Reading William Darymple’s book on the East India Company makes me aware that I don’t know the difference between a howrah and a palanquin. A palanquin is a covered litter for one passenger consisting of a large box carried on two horizonal poles by four or six bearers, a howdah is a throne-like saddle for an elephant, If discretion, shielding the traveller from the inquisitive eyes of the hoi polloi is the name of the game then a palanquin is the one to go for. If, on the other hand, Curzonian ostentation is what you’re after then it’s a howdah.
The symbol of the strong elephant bearing a load was popular in the late middle ages, I’ve read that it was a symbol for Christ and the redemption but I’m not sure how that hangs together, There’s the Elephant and Castle pub in London, even district now, which Wiki tells us Shakespeare mentions in 12th night but according to London encyclopaedia, this pub was converted from a smithy in the eighteenth century. Perhaps there were lots of elephant and castle pubs or maybe it was the sign for the smithy. There doesn’t seem to be an Indian connection though the motive was popular in heraldry,
My other Indian discovery is the Bengali poet Kazi Nazrul Islam, the national poet of Bangla Desh.
(1899-1976). He wrote a poem called Bidrohi, meaning “the rebel” in Bengali earning him the title of the Bidrohi Kobi (rebel poet), According to Wiki he was an orthodox Sunni muslim but heavily influenced by syncretism and critical of bigotry and the oppression of women. He is celebrated in West Bengal too, at least he has a Kolkata metro station named after him. Not exactly an ideological blood brother to yours truly but it’s an interesting thread to pull to discover more about Bengal East and West.
Another Indian discovery is Powis Castle near Welshpool, home of the Clive family, which apparently has a huge collection of Indian items brought home by Clive. I have too many images from Kolkata in my mind’s eye for easy enjoyment of the beauty of India in my home environment. The shanties press in on my attention, another “they are here, because we were there” moment like the precious baubles. I shall probably pop in next time I’m in Welshpool…
Closer to home, I have become interested in Havelok the Dane. I’ve wondered for a long time about the absence of written sources about the period of the Danelaw when half of England (east of Watling St, the Roman road, I think) was ruled by the Danes and even the whole of England had a Danish King Canute for some years. There’s a great number of place names and words of Scandinavian origin, especially in the dialects and the influence gets stronger the further north you go where the dialects are loaded with words of Scandinavian origin, culminating in Shetland where the dialect is populated by the ghosts of Norn.
But somehow the Scandinavian is scattered, not fully integrated into our story about ourselves, which runs from plucky Alfred burning his cakes, founding the navy and resisting the Danes through William the Conqueror where things get distinctly ambivalent, and finally the resurgence of English with Chaucer and the Tudors, and the well trodden path leading to David Kendall at junior school in the early 1950s struggling with mauvais foi as his red crayon hovered over the outline of the Republic of Ireland and Burma with all the other far flung imperial bits and bobs.
I’ve discovered the story of Havelok the Dane, which is an old story in several versions, the Middle English being best known. And I realised how important the study of Middle English was to understand how we got from Old English, pretty much a foreign language, to modern English.
I even had several hardly used books on Middle English on my out-of-control bookshelf which is becoming more Narnia-like by the day.
There were also some words. I now know what an epigraph is, a word I recognised but never introduced myself properly to. It’s a written message on a building or a short quotation or saying at the beginning of a book or chapter intended to express its theme, which I found filled a useful gap and will probably be pressed into service in the not too distant. And a commonplace book, which are notebooks people like me use to jot down bits of knowledge, a repository of thoughts.
And fustian which as I thought was coarse clothing but apparently also means a pompous or pretentious speech, And the etymology of famine which was straightforward from the Latin fames hunger, thus related to “famished”.
I’ve also learnt what ceps are, a type of edible fungi, porcino (little pig) in Italian, steinpilz in German and cepe in French. I haven’t budged an inch from my English prejudices about edible fungi despite my half century in Sweden but I like to know the name of things,
There were some other words too but I have mislaid them. My commonplace books are many and swirl around my flat like an asteroid belt.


Below are some records: retype them all exactly, but not the pictures.

* * * * *

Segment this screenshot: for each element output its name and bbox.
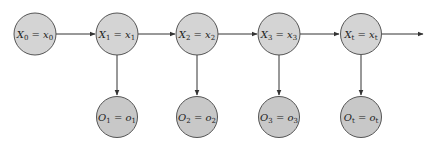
node-x1: X1 = x1 (96, 13, 138, 55)
node-x0: X0 = x0 (14, 13, 56, 55)
node-x3: X3 = x3 (258, 13, 300, 55)
node-o2: O2 = o2 (177, 97, 218, 138)
hmm-diagram: X0 = x0 X1 = x1 X2 = x2 X3 = x3 Xt = xt … (0, 0, 439, 142)
node-o1: O1 = o1 (97, 97, 138, 138)
node-xt: Xt = xt (341, 14, 382, 55)
node-o3: O3 = o3 (259, 97, 300, 138)
node-ot: Ot = ot (341, 97, 382, 138)
node-x2: X2 = x2 (176, 13, 218, 55)
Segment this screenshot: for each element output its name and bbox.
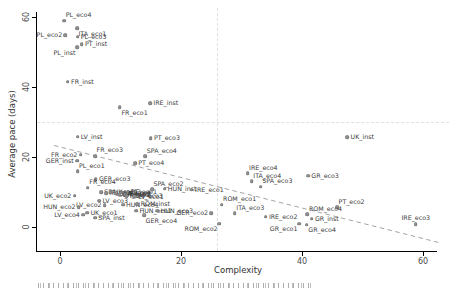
point-label: IRE_eco3	[401, 215, 430, 221]
data-point	[75, 46, 79, 50]
point-label: SPA_eco4	[147, 148, 177, 154]
point-label: UK_eco2	[44, 193, 71, 199]
data-point	[163, 187, 167, 191]
data-point	[144, 155, 148, 159]
data-point	[66, 80, 70, 84]
data-point	[77, 205, 81, 209]
point-label: GR_eco3	[311, 172, 339, 178]
point-label: GR_eco4	[308, 227, 336, 233]
point-label: FR_eco1	[121, 110, 147, 116]
point-label: ITA_eco3	[236, 205, 264, 211]
point-label: HUN_eco2	[43, 204, 75, 210]
caption-fragment	[38, 283, 313, 288]
data-point	[150, 187, 154, 191]
point-label: IRE_eco1	[195, 187, 224, 193]
data-point	[133, 195, 137, 199]
point-label: LV_eco4	[54, 212, 79, 218]
data-point	[264, 215, 268, 219]
data-point	[80, 42, 84, 46]
data-point	[217, 222, 221, 226]
point-label: LV_inst	[81, 134, 103, 140]
data-point	[310, 217, 314, 221]
point-label: GER_eco2	[176, 210, 208, 216]
data-point	[79, 153, 83, 157]
data-point	[93, 216, 97, 220]
x-tick-label: 0	[57, 257, 62, 266]
data-point	[86, 186, 90, 190]
point-label: LV_eco1	[138, 194, 163, 200]
x-tick-mark	[423, 252, 424, 256]
data-point	[121, 203, 125, 207]
x-tick-mark	[60, 252, 61, 256]
data-point	[109, 191, 113, 195]
data-point	[134, 209, 138, 213]
data-point	[104, 192, 108, 196]
data-point	[93, 154, 97, 158]
data-point	[148, 101, 152, 105]
y-tick-label: 0	[22, 224, 31, 229]
y-tick-mark	[32, 227, 36, 228]
trend-line-layer	[0, 0, 450, 288]
point-label: PT_eco2	[339, 199, 365, 205]
data-point	[250, 179, 254, 183]
point-label: IRE_eco2	[269, 214, 298, 220]
point-label: ROM_eco2	[185, 226, 218, 232]
data-point	[103, 204, 107, 208]
data-point	[346, 136, 350, 140]
x-tick-mark	[181, 252, 182, 256]
data-point	[156, 209, 160, 213]
data-point	[133, 162, 137, 166]
data-point	[76, 135, 80, 139]
point-label: SPA_inst	[98, 215, 124, 221]
data-point	[64, 33, 68, 37]
point-label: PT_inst	[85, 41, 107, 47]
point-label: FR_eco4	[89, 179, 115, 185]
data-point	[220, 203, 224, 207]
point-label: UK_inst	[351, 134, 374, 140]
data-point	[73, 194, 77, 198]
point-label: GR_inst	[315, 215, 339, 221]
y-tick-mark	[32, 87, 36, 88]
x-axis-title: Complexity	[214, 265, 262, 275]
y-tick-mark	[32, 157, 36, 158]
y-axis-title: Average pace (days)	[7, 90, 17, 178]
point-label: SPA_eco3	[262, 178, 292, 184]
data-point	[85, 211, 89, 215]
data-point	[76, 169, 80, 173]
data-point	[414, 222, 418, 226]
data-point	[136, 202, 140, 206]
point-label: IRE_inst	[153, 100, 178, 106]
data-point	[62, 19, 66, 23]
data-point	[81, 213, 85, 217]
point-label: GER_eco4	[146, 218, 178, 224]
data-point	[246, 172, 250, 176]
y-tick-label: 20	[22, 152, 31, 162]
point-label: PL_eco2	[37, 32, 63, 38]
data-point	[76, 35, 80, 39]
data-point	[209, 211, 213, 215]
y-tick-label: 60	[22, 12, 31, 22]
data-point	[233, 212, 237, 216]
data-point	[190, 188, 194, 192]
scatter-plot-figure: 02040600204060 PL_eco4ITA_eco1PL_eco2PL_…	[0, 0, 450, 288]
data-point	[306, 174, 310, 178]
point-label: IRE_eco4	[249, 165, 278, 171]
data-point	[149, 136, 153, 140]
y-tick-label: 40	[22, 82, 31, 92]
point-label: PT_eco3	[154, 135, 180, 141]
point-label: PT_eco4	[138, 160, 164, 166]
point-label: PL_inst	[53, 50, 75, 56]
data-point	[259, 185, 263, 189]
point-label: FR_eco3	[97, 147, 123, 153]
point-label: FR_inst	[71, 79, 94, 85]
data-point	[306, 212, 310, 216]
x-tick-mark	[302, 252, 303, 256]
y-tick-mark	[32, 17, 36, 18]
point-label: GR_eco1	[270, 226, 298, 232]
data-point	[99, 191, 103, 195]
point-label: PL_eco4	[66, 12, 92, 18]
point-label: ROM_eco1	[223, 196, 256, 202]
x-tick-label: 60	[418, 257, 428, 266]
x-tick-label: 20	[176, 257, 186, 266]
x-tick-label: 40	[297, 257, 307, 266]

* * * * *

_Your solution_
Segment this screenshot: for each element output its name and bbox.
node-x1: X1 = x1 (96, 13, 138, 55)
node-x0: X0 = x0 (14, 13, 56, 55)
node-x3: X3 = x3 (258, 13, 300, 55)
node-o2: O2 = o2 (177, 97, 218, 138)
hmm-diagram: X0 = x0 X1 = x1 X2 = x2 X3 = x3 Xt = xt … (0, 0, 439, 142)
node-o1: O1 = o1 (97, 97, 138, 138)
node-xt: Xt = xt (341, 14, 382, 55)
node-o3: O3 = o3 (259, 97, 300, 138)
node-ot: Ot = ot (341, 97, 382, 138)
node-x2: X2 = x2 (176, 13, 218, 55)
Segment this screenshot: for each element output its name and bbox.
point-label: IRE_eco3	[401, 215, 430, 221]
data-point	[75, 46, 79, 50]
point-label: SPA_eco4	[147, 148, 177, 154]
point-label: UK_eco2	[44, 193, 71, 199]
data-point	[163, 187, 167, 191]
data-point	[144, 155, 148, 159]
data-point	[66, 80, 70, 84]
data-point	[77, 205, 81, 209]
point-label: GR_eco3	[311, 172, 339, 178]
point-label: GR_eco4	[308, 227, 336, 233]
point-label: FR_eco1	[121, 110, 147, 116]
point-label: ITA_eco3	[236, 205, 264, 211]
point-label: HUN_eco2	[43, 204, 75, 210]
caption-fragment	[38, 283, 313, 288]
data-point	[150, 187, 154, 191]
point-label: IRE_eco1	[195, 187, 224, 193]
data-point	[133, 195, 137, 199]
point-label: LV_eco4	[54, 212, 79, 218]
data-point	[264, 215, 268, 219]
data-point	[80, 42, 84, 46]
data-point	[217, 222, 221, 226]
point-label: LV_inst	[81, 134, 103, 140]
data-point	[310, 217, 314, 221]
point-label: GER_eco2	[176, 210, 208, 216]
data-point	[79, 153, 83, 157]
data-point	[93, 216, 97, 220]
x-tick-label: 0	[57, 257, 62, 266]
data-point	[86, 186, 90, 190]
point-label: LV_eco1	[138, 194, 163, 200]
x-tick-mark	[423, 252, 424, 256]
data-point	[121, 203, 125, 207]
x-tick-mark	[60, 252, 61, 256]
data-point	[109, 191, 113, 195]
data-point	[134, 209, 138, 213]
data-point	[104, 192, 108, 196]
data-point	[93, 154, 97, 158]
data-point	[148, 101, 152, 105]
y-tick-label: 0	[22, 224, 31, 229]
y-tick-mark	[32, 227, 36, 228]
trend-line-layer	[0, 0, 450, 288]
point-label: PT_eco2	[339, 199, 365, 205]
data-point	[250, 179, 254, 183]
point-label: IRE_eco2	[269, 214, 298, 220]
point-label: ROM_eco2	[185, 226, 218, 232]
data-point	[103, 204, 107, 208]
data-point	[346, 136, 350, 140]
x-tick-mark	[181, 252, 182, 256]
data-point	[156, 209, 160, 213]
data-point	[133, 162, 137, 166]
data-point	[76, 135, 80, 139]
point-label: SPA_inst	[98, 215, 124, 221]
data-point	[64, 33, 68, 37]
point-label: PT_inst	[85, 41, 107, 47]
point-label: FR_eco4	[89, 179, 115, 185]
data-point	[220, 203, 224, 207]
point-label: UK_inst	[351, 134, 374, 140]
data-point	[73, 194, 77, 198]
point-label: GR_inst	[315, 215, 339, 221]
y-tick-mark	[32, 87, 36, 88]
x-axis-title: Complexity	[214, 265, 262, 275]
y-tick-mark	[32, 157, 36, 158]
y-axis-title: Average pace (days)	[7, 90, 17, 178]
point-label: SPA_eco3	[262, 178, 292, 184]
data-point	[85, 211, 89, 215]
data-point	[76, 169, 80, 173]
data-point	[414, 222, 418, 226]
data-point	[136, 202, 140, 206]
point-label: IRE_inst	[153, 100, 178, 106]
data-point	[62, 19, 66, 23]
data-point	[81, 213, 85, 217]
point-label: GER_eco4	[146, 218, 178, 224]
data-point	[246, 172, 250, 176]
y-tick-label: 20	[22, 152, 31, 162]
point-label: PL_eco2	[37, 32, 63, 38]
data-point	[76, 35, 80, 39]
data-point	[209, 211, 213, 215]
y-tick-label: 60	[22, 12, 31, 22]
data-point	[233, 212, 237, 216]
data-point	[190, 188, 194, 192]
scatter-plot-figure: 02040600204060 PL_eco4ITA_eco1PL_eco2PL_…	[0, 0, 450, 288]
data-point	[306, 174, 310, 178]
point-label: IRE_eco4	[249, 165, 278, 171]
data-point	[149, 136, 153, 140]
y-tick-label: 40	[22, 82, 31, 92]
point-label: PT_eco3	[154, 135, 180, 141]
point-label: PT_eco4	[138, 160, 164, 166]
point-label: PL_inst	[53, 50, 75, 56]
data-point	[259, 185, 263, 189]
point-label: FR_eco3	[97, 147, 123, 153]
point-label: FR_inst	[71, 79, 94, 85]
data-point	[306, 212, 310, 216]
x-tick-mark	[302, 252, 303, 256]
y-tick-mark	[32, 17, 36, 18]
point-label: GR_eco1	[270, 226, 298, 232]
data-point	[99, 191, 103, 195]
point-label: PL_eco4	[66, 12, 92, 18]
point-label: ROM_eco1	[223, 196, 256, 202]
x-tick-label: 60	[418, 257, 428, 266]
x-tick-label: 20	[176, 257, 186, 266]
x-tick-label: 40	[297, 257, 307, 266]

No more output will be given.